What if scientists, instead of rushing to publish or perish, chose to cooperate? Sean Cutler decided to do “a little experiment,” as he calls it, and you can see the results in the forthcoming issue of Science.
The journal carries an article by Dr. Cutler and 20 other researchers in the United States, Canada and Spain reporting a long-sought technique for helping plants to grow with less water by activating the natural defenses that enable plants to survive during droughts. (Here’s the Science article; here’s a summary of the research.) Dr. Cutler, an assistant professor of plant cell biology at the University of California, Riverside, knew that the rush to be first in this area had previously led to some dubious publications (including papers that were subsequently retracted). So he took the unusual approach of identifying his rivals (by determining which researchers had ordered the same genetic strains from a public source) and then contacting them. He told me:
Instead of competing with my competitors, I invited them to contribute data to my paper so that no one got scooped. I figured out who might have data relating to my work (and who could get scooped) using public resources and then sent them an email. Now that I have done this, I am thinking: Why the hell isn’t everyone doing this? Why do we waste taxpayer money on ego battles between rival scientists? Usually in science you get first place or you get nothing, but that is a really inefficient model when you think about it, especially in terms of the consequences for people’s careers and training, which the public pays for.
One counter-argument would be that competition makes everyone work harder and more quickly, thereby benefiting society. But Dr. Cutler argues that this competition can amount to an expensive arms race that doesn’t leave anyone better off. His experiment in cooperation with four other laboratories, he said, yielded “a very compelling body of data validated by many labs,” and has inspired the researchers to go on freely sharing with one another.” Here’s Dr. Cutler’s conclusion:
My bottom line is that scientists are publicly funded individuals and we have to make decisions that are good for the bigger picture and scientific progress. Obviously there is a balance between self and community interests, but as it stands there are very few metrics of scientific “niceness” and few ways to reward community-minded scientists (some grants consider “broader impact,” but that is not the same thing). What is even worse, is there are even fewer mechanisms for punishing selfish (sometimes horribly so) scientists. If it were their own money or private money they were spending on their research — fine, they can be as selfish as they want and hold others up. But 99 times out of 100, it’s not their money- it’s the public’s money and it drives me absolutely crazy that there is no meaningful oversight of behavior.
I welcome reactions — and accounts of similar experiments.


What you should do: Type out the whole listing again exactly, pictures omitted.

Records for the exercise:
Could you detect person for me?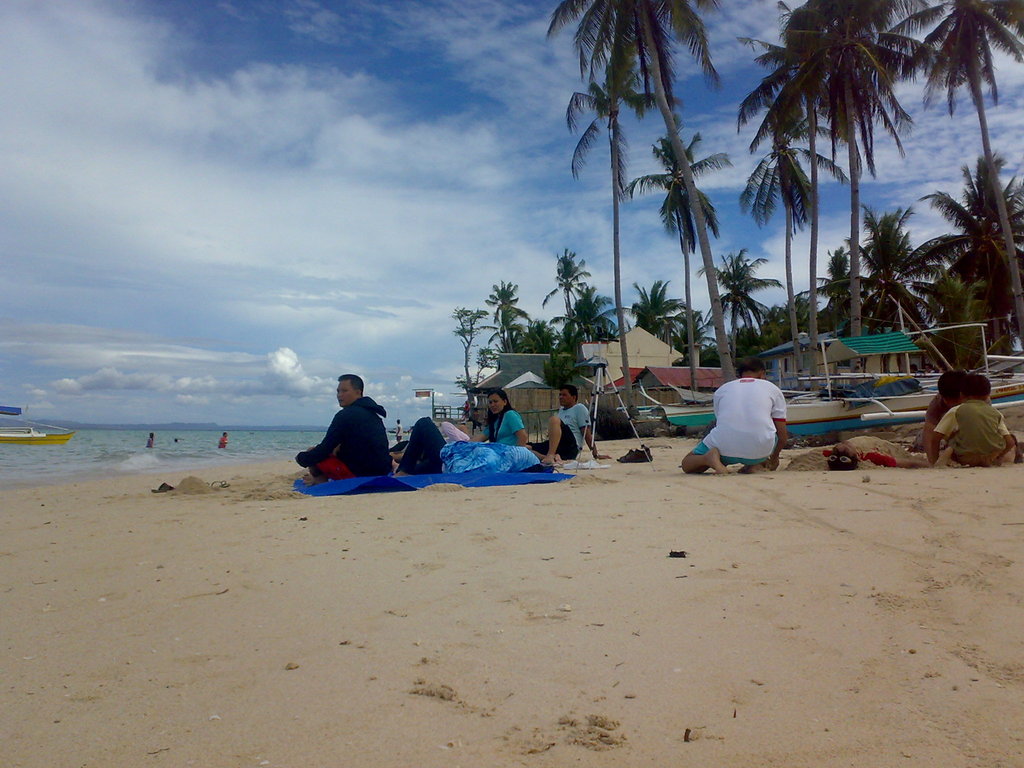
Detection result: 824,438,930,469.
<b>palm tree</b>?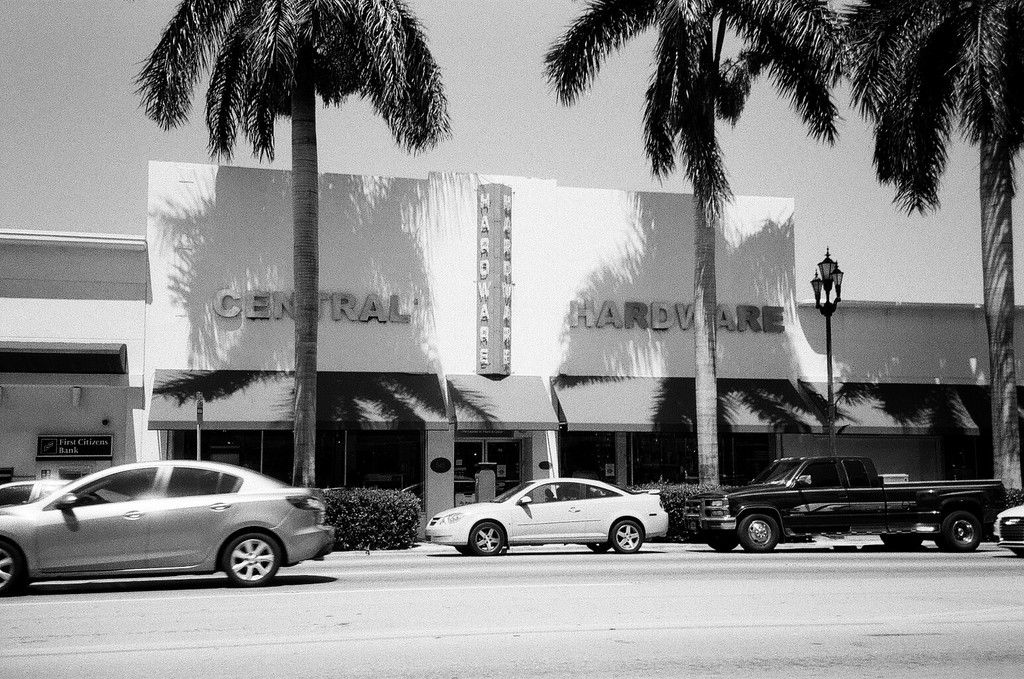
{"left": 835, "top": 2, "right": 1023, "bottom": 484}
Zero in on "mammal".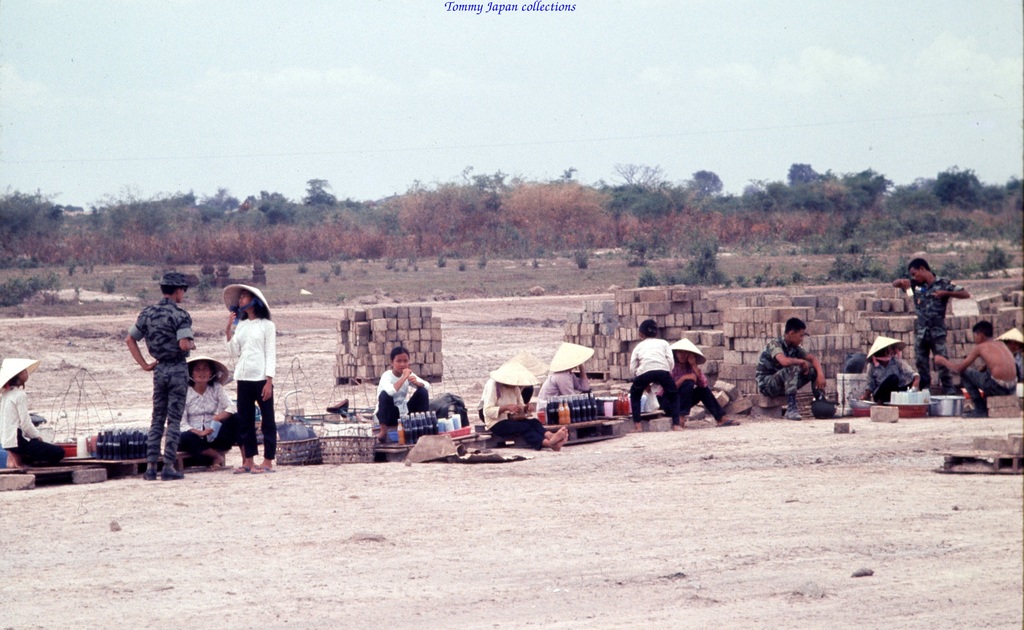
Zeroed in: detection(630, 318, 677, 436).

Answer to the exercise:
Could you detect person for me?
Detection result: 824,438,930,469.
<b>palm tree</b>?
{"left": 835, "top": 2, "right": 1023, "bottom": 484}
Zero in on "mammal".
Zeroed in: detection(630, 318, 677, 436).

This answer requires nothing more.